Western Australia — GradConnect

WA Health uses the GradConnect online recruitment system. It covers newly qualified registered nurses, enrolled nurses, and midwives, and includes public hospitals and health services as well as participating private hospitals and residential aged care providers — making it broader than most state systems.

South Australia, Tasmania, ACT and Northern Territory

  • South Australia — SA Health runs a Transition to Professional Practice Program (TPPP) with a centralised application for public health services
  • Tasmania — the Tasmanian Health Service recruits graduates through its own annual transition to practice intake
  • ACT — Canberra Health Services runs a graduate program with direct applications
  • Northern Territory — NT Health recruits graduates directly; regional and remote positions are often less competitive and offer exceptional experience

Timing: the golden rule

Most state systems open applications in the middle of the year (roughly May to July) for programs starting the following year, with offers landing from around September onwards. Deadlines are strict and documents take time to gather — references, academic transcripts, CV, and responses to selection criteria. Start preparing at the beginning of your final year, not the week applications open.

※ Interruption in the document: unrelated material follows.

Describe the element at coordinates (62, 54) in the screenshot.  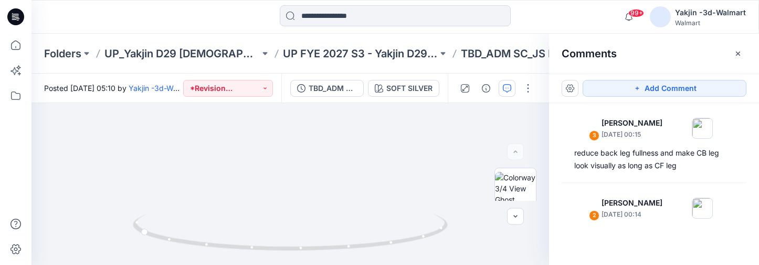
I see `p: Folders` at that location.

Do not forget the non-match pathways

  • Private hospitals — recruit directly, often outside matching rounds
  • Aged care providers — many run their own graduate programs with government-funded transition support
  • Primary care — APNA’s Transition to Practice Program covers general practice and community settings
  • Rural and regional health services — frequently have unfilled graduate positions after the metro rush

If you are not matched

Roughly speaking, demand for places outstrips supply in every metropolitan centre, every year. Not being matched says nothing about your ability to nurse. Read our guide on what to do if you missed out on a graduate program — and remember that once you are AHPRA-registered, you can work in aged care, casual pools, community health, and agency-style shifts while you reapply.

Ready to get started?

Join NurseConnect Australia — free for nurses, simple for facilities.